Battleship Potemkin, directed by Eisenstein, was made in 1925 and remains one of the ultimate movies ever made. The famous stairs scene in Odessa where the soldiers arrive and the people are fleeing is a perfect illustration of the power of mise-en-scene.
Eisenstein is known for his mastery of montage. The scene’s pacing is very abrupt as the shots are very short and terse. They show people in fear and running away. Soldiers are attacking them, and Eisenstein uses scenes from the port in rapid successions to illustrate the tension. About montage, Eisenstein said, “Any two sequences, when juxtaposed, inevitably combine into another concept which arises from that juxtaposition of two events, two facts, two objects.”
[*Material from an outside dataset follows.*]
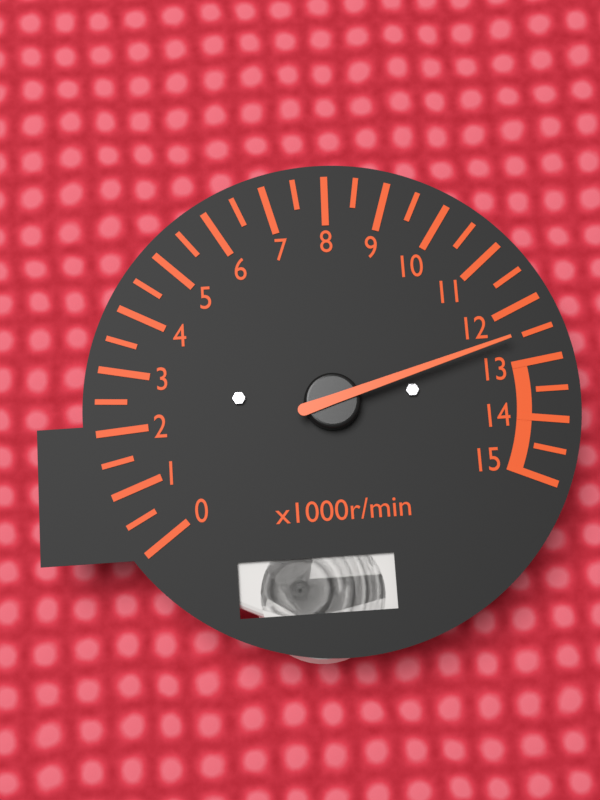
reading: 12.5 x1000r/min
Lastly, the stroller rolling down the stairs is one of the iconic moments of this movie. The whole picture is a giant metaphor. The baby represents prototypical innocence. The soldiers are going down the stairs and terrorizing the people. They have no pity or compassion. The stroller rolling down the stair demonstrates the ripple effect of collateral damage. The mise-en-scene is very important in this movie and especially during this scene. Eisenstein’s movie is a model that has been inspiring to the entire film industry.
D.W Griffith invented the concept of montage in 1915 with his movie The Birth of a Nation. The image of his movie is syncopated because there are 16 frames/second as oppose to the traditional 24 frames/second. But Eisenstein perfected it and also wrote several essays about the theory behind the idea of montage.